Meet the Author – Tamar Herzog

Tamar Herzog

  • Date: May 31, 2017
  • Time: 04:00 PM - 06:00 PM (Local Time Germany)
  • Location: MPIeR
  • Room: Z 01
 Meet the Author – Tamar Herzog

On May 31, the Institute will host a meet-the-author evening with Tamar Herzog, the Monroe Gutman Professor of Latin American Affairs and Radcliffe Alumnae Professor at Harvard University. We will have the great opportunity to discuss her most recent book: Frontiers of Possession: Spain and Portugal in Europe and the Americas (Harvard, 2015). Formerly a faculty member at the Universidad Autónoma de Madrid, the Princeton Institute for Advanced Study, the University of Chicago, Stanford University, and currently a professor in Harvard's Department of History and School of Law, Herzog has been an essential contributor to the historiography on law in colonial Latin America, and the development of early modern law, in general.

This event will focus on her most recent monograph, Frontiers of Possession (recipient of the 2016 James A. Rawley Prize in Atlantic History from the American Historical Association), which examines “how territorial borders were established in Europe and the Americas during the early modern period and challenges the standard view that national boundaries are largely determined by military conflicts and treaties. Focusing on Spanish and Portuguese claims in the New and Old Worlds, Tamar Herzog reconstructs the different ways land rights were negotiated and enforced, sometimes violently, among people who remembered old possessions or envisioned new ones: farmers and nobles, clergymen and missionaries, settlers and indigenous peoples.” The event will offer those who have read the monograph a chance to dialogue with Herzog about conceptual bases from which she worked and authorial choices she made in its elaboration.

This most recent publication follows a long trajectory of thinking about early modern legal questions. Her early work (La administración como un fenómeno social [1995]; revised English edition Upholding Justice [2005]) focused on the administration of criminal justice in Quito in the early modern period, questioning how “justice” operated on a day-to-day level; who was involved in requesting and making it, how they went about doing that, what their decisions were based upon, and what were the constraints that conditioned their experience. Her second book (Mediación, archivos y ejercicio [1996]) examined the practice of perhaps the most important cog in the functioning of imperial justice, the notary, at a local level, while her third (Ritos de control, prácticas de negociación [2000]) examined the role of such notaries in inspections (pesquisas, residencias, and visitas) with ramifications on the imperial level. Subsequent work (Defining Nations: Immigrants and Citizens in Early Modern Spain and Spanish America [2004]) presented an alternative story for the processes of both "state" and "nation" formation by examining how communities were defined in Spain and in the territories of its overseas empire. In addition to the above-mentioned monographs and their translations into various languages, Herzog has also authored numerous articles and book chapters, and has published three edited volumes.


• Description of the task:
Retype the records in full, keeping each character as it is.

• Source records:
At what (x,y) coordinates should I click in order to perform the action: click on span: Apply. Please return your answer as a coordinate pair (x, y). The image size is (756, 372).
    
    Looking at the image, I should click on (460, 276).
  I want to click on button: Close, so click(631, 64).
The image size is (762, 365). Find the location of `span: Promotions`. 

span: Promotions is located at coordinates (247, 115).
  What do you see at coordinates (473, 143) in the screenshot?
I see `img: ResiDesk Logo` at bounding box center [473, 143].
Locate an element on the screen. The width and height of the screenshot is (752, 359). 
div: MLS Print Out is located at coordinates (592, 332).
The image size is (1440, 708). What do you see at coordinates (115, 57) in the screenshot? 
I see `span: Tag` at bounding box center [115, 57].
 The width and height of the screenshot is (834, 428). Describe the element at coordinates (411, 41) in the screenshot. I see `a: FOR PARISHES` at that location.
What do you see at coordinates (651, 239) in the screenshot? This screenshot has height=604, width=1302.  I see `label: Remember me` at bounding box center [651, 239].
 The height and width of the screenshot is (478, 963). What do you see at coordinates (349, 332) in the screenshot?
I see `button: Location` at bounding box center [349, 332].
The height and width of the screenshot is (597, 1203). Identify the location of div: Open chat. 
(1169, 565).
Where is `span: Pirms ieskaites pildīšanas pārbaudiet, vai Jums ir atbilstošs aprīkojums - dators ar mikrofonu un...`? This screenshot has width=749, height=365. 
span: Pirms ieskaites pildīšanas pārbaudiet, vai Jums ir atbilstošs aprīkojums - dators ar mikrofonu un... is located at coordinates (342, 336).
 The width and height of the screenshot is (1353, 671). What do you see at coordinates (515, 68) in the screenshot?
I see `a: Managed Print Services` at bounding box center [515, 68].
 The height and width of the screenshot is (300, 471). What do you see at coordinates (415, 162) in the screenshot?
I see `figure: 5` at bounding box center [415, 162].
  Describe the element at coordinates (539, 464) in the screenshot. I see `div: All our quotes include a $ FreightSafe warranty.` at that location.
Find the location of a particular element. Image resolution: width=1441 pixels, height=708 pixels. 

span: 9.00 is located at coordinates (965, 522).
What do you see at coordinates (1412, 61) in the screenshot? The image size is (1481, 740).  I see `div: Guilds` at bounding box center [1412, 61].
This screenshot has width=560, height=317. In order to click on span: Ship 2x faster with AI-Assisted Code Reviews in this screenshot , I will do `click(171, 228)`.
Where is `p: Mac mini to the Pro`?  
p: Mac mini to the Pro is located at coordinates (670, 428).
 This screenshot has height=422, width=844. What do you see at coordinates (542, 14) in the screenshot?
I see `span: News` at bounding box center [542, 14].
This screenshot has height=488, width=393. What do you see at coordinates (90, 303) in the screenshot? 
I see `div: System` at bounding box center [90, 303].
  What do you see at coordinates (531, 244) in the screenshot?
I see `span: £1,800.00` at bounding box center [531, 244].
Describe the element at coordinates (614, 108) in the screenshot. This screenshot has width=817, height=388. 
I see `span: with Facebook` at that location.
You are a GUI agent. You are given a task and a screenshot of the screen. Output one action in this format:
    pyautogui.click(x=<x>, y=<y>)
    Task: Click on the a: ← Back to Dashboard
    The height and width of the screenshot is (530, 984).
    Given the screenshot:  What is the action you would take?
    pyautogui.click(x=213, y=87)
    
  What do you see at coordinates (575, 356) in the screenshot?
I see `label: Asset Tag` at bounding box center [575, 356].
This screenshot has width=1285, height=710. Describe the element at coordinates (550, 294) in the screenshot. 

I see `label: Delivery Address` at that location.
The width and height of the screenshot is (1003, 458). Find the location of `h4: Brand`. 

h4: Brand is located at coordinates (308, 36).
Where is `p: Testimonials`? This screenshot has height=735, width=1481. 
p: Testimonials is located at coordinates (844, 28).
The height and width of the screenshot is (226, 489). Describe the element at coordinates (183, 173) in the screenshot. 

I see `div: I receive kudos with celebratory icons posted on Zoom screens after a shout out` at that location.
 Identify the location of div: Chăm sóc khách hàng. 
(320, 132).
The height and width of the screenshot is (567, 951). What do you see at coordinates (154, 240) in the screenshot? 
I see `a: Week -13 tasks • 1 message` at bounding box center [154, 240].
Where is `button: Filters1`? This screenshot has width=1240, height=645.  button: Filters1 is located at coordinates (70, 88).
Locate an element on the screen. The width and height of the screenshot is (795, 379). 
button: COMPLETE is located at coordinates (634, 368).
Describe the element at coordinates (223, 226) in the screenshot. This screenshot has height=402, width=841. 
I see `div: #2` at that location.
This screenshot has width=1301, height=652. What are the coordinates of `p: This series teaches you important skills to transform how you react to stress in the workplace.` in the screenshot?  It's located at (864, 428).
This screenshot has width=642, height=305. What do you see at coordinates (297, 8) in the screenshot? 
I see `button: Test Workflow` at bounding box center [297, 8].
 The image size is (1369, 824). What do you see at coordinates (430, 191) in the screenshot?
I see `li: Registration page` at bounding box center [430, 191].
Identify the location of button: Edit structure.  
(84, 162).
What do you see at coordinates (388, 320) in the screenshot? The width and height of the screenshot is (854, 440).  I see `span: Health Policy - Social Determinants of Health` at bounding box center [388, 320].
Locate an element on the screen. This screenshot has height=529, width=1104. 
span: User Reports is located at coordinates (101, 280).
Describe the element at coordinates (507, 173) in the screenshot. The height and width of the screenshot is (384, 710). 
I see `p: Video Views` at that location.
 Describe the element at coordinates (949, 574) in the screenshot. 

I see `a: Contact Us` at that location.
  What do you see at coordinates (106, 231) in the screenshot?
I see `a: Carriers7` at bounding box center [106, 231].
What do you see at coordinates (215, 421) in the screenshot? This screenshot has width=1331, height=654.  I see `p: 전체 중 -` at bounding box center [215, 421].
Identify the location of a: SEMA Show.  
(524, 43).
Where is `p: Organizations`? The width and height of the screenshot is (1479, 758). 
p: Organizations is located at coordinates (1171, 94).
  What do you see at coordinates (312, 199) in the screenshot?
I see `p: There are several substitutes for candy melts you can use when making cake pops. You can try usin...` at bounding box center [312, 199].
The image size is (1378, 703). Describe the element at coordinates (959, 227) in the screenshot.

• Answer space:
At what (x,y) coordinates should I click in order to perform the action: click on span: Apply. Please return your answer as a coordinate pair (x, y). The image size is (756, 372).
    
    Looking at the image, I should click on (460, 276).
  I want to click on button: Close, so click(631, 64).
The image size is (762, 365). Find the location of `span: Promotions`. 

span: Promotions is located at coordinates (247, 115).
  What do you see at coordinates (473, 143) in the screenshot?
I see `img: ResiDesk Logo` at bounding box center [473, 143].
Locate an element on the screen. The width and height of the screenshot is (752, 359). 
div: MLS Print Out is located at coordinates (592, 332).
The image size is (1440, 708). What do you see at coordinates (115, 57) in the screenshot? 
I see `span: Tag` at bounding box center [115, 57].
 The width and height of the screenshot is (834, 428). Describe the element at coordinates (411, 41) in the screenshot. I see `a: FOR PARISHES` at that location.
What do you see at coordinates (651, 239) in the screenshot? This screenshot has height=604, width=1302.  I see `label: Remember me` at bounding box center [651, 239].
 The height and width of the screenshot is (478, 963). What do you see at coordinates (349, 332) in the screenshot?
I see `button: Location` at bounding box center [349, 332].
The height and width of the screenshot is (597, 1203). Identify the location of div: Open chat. 
(1169, 565).
Where is `span: Pirms ieskaites pildīšanas pārbaudiet, vai Jums ir atbilstošs aprīkojums - dators ar mikrofonu un...`? This screenshot has width=749, height=365. 
span: Pirms ieskaites pildīšanas pārbaudiet, vai Jums ir atbilstošs aprīkojums - dators ar mikrofonu un... is located at coordinates (342, 336).
 The width and height of the screenshot is (1353, 671). What do you see at coordinates (515, 68) in the screenshot?
I see `a: Managed Print Services` at bounding box center [515, 68].
 The height and width of the screenshot is (300, 471). What do you see at coordinates (415, 162) in the screenshot?
I see `figure: 5` at bounding box center [415, 162].
  Describe the element at coordinates (539, 464) in the screenshot. I see `div: All our quotes include a $ FreightSafe warranty.` at that location.
Find the location of a particular element. Image resolution: width=1441 pixels, height=708 pixels. 

span: 9.00 is located at coordinates (965, 522).
What do you see at coordinates (1412, 61) in the screenshot? The image size is (1481, 740).  I see `div: Guilds` at bounding box center [1412, 61].
This screenshot has width=560, height=317. In order to click on span: Ship 2x faster with AI-Assisted Code Reviews in this screenshot , I will do `click(171, 228)`.
Where is `p: Mac mini to the Pro`?  
p: Mac mini to the Pro is located at coordinates (670, 428).
 This screenshot has height=422, width=844. What do you see at coordinates (542, 14) in the screenshot?
I see `span: News` at bounding box center [542, 14].
This screenshot has height=488, width=393. What do you see at coordinates (90, 303) in the screenshot? 
I see `div: System` at bounding box center [90, 303].
  What do you see at coordinates (531, 244) in the screenshot?
I see `span: £1,800.00` at bounding box center [531, 244].
Describe the element at coordinates (614, 108) in the screenshot. This screenshot has width=817, height=388. 
I see `span: with Facebook` at that location.
You are a GUI agent. You are given a task and a screenshot of the screen. Output one action in this format:
    pyautogui.click(x=<x>, y=<y>)
    Task: Click on the a: ← Back to Dashboard
    The height and width of the screenshot is (530, 984).
    Given the screenshot:  What is the action you would take?
    pyautogui.click(x=213, y=87)
    
  What do you see at coordinates (575, 356) in the screenshot?
I see `label: Asset Tag` at bounding box center [575, 356].
This screenshot has width=1285, height=710. Describe the element at coordinates (550, 294) in the screenshot. 

I see `label: Delivery Address` at that location.
The width and height of the screenshot is (1003, 458). Find the location of `h4: Brand`. 

h4: Brand is located at coordinates (308, 36).
Where is `p: Testimonials`? This screenshot has height=735, width=1481. 
p: Testimonials is located at coordinates (844, 28).
The height and width of the screenshot is (226, 489). Describe the element at coordinates (183, 173) in the screenshot. 

I see `div: I receive kudos with celebratory icons posted on Zoom screens after a shout out` at that location.
 Identify the location of div: Chăm sóc khách hàng. 
(320, 132).
The height and width of the screenshot is (567, 951). What do you see at coordinates (154, 240) in the screenshot? 
I see `a: Week -13 tasks • 1 message` at bounding box center [154, 240].
Where is `button: Filters1`? This screenshot has width=1240, height=645.  button: Filters1 is located at coordinates (70, 88).
Locate an element on the screen. The width and height of the screenshot is (795, 379). 
button: COMPLETE is located at coordinates (634, 368).
Describe the element at coordinates (223, 226) in the screenshot. This screenshot has height=402, width=841. 
I see `div: #2` at that location.
This screenshot has width=1301, height=652. What are the coordinates of `p: This series teaches you important skills to transform how you react to stress in the workplace.` in the screenshot?  It's located at (864, 428).
This screenshot has width=642, height=305. What do you see at coordinates (297, 8) in the screenshot? 
I see `button: Test Workflow` at bounding box center [297, 8].
 The image size is (1369, 824). What do you see at coordinates (430, 191) in the screenshot?
I see `li: Registration page` at bounding box center [430, 191].
Identify the location of button: Edit structure.  
(84, 162).
What do you see at coordinates (388, 320) in the screenshot? The width and height of the screenshot is (854, 440).  I see `span: Health Policy - Social Determinants of Health` at bounding box center [388, 320].
Locate an element on the screen. This screenshot has height=529, width=1104. 
span: User Reports is located at coordinates (101, 280).
Describe the element at coordinates (507, 173) in the screenshot. The height and width of the screenshot is (384, 710). 
I see `p: Video Views` at that location.
 Describe the element at coordinates (949, 574) in the screenshot. 

I see `a: Contact Us` at that location.
  What do you see at coordinates (106, 231) in the screenshot?
I see `a: Carriers7` at bounding box center [106, 231].
What do you see at coordinates (215, 421) in the screenshot? This screenshot has width=1331, height=654.  I see `p: 전체 중 -` at bounding box center [215, 421].
Identify the location of a: SEMA Show.  
(524, 43).
Where is `p: Organizations`? The width and height of the screenshot is (1479, 758). 
p: Organizations is located at coordinates (1171, 94).
  What do you see at coordinates (312, 199) in the screenshot?
I see `p: There are several substitutes for candy melts you can use when making cake pops. You can try usin...` at bounding box center [312, 199].
The image size is (1378, 703). Describe the element at coordinates (959, 227) in the screenshot.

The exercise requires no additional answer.